Jared Isaacman
๐ค SpeakerAppearances Over Time
Podcast Appearances
So the history behind this is the US used to have organic aggressor capability, and they still do.
But they used to have a lot more of it in the during the Cold War.
And, and the reason was, is they could use their own aircraft to do it, generally speaking.
And in order to handicap
like, say, an F-16 so that it could simulate, I don't know, a MiG-29, for example.
in the early 2000s and the 90s, maybe they wouldn't use Afterburner.
Or maybe they would set their radar scope to like a 40-mile scope or something.
And everybody still got good training out of it.
The pilot who was being the red air, the Russian or the Chinese or the Iranian or something, was still getting good training out of it.
The problem that started to develop over the last 15 years or so when we created this business in 2011
is the fourth-gen platforms like F-15, F-16, F-18 were reaching the end of their service life, and the replacements continued to keep slipping to the right, the F-35.
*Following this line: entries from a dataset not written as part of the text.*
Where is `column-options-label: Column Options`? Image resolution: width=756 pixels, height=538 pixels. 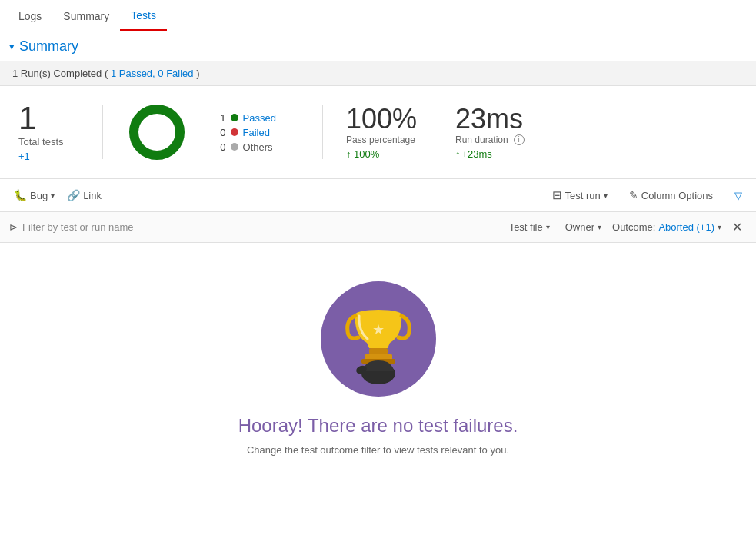
column-options-label: Column Options is located at coordinates (677, 195).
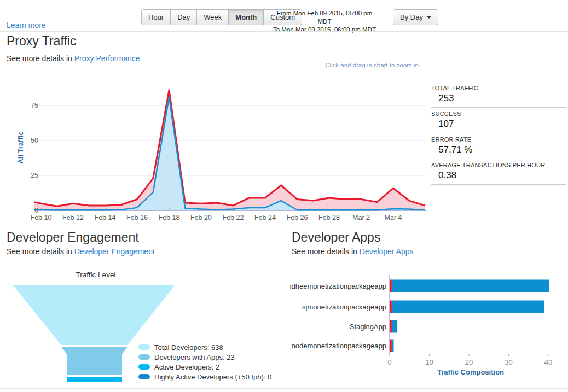 The image size is (568, 392). What do you see at coordinates (428, 324) in the screenshot?
I see `developer-apps-bar-chart: sudheemonetizationpackageappsjmonetizati…` at bounding box center [428, 324].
So every hour remaining on that airplane became precious.
You didn't want to waste it.
being the bad guy when you might need it for national security reasons.
Second, because they're old, they cost more.
So it cost a lot more to use it as red air.
And then third, our capabilities had developed to such an extent that in order to simulate being the bad guy, you had to turn off a lot of systems, so much so that it became negative training.
And then when fifth gen came, so stealth fighters like the F-22 and F-35,
It was even more negative training to take such an airplane that costs like 80,000, 90,000 an hour to operate and pretend to be a Russian MiG-29 or something.
So all of this was the demand signal for kind of a dedicated force of red air where it was our jets, so it didn't matter how much time we used against it.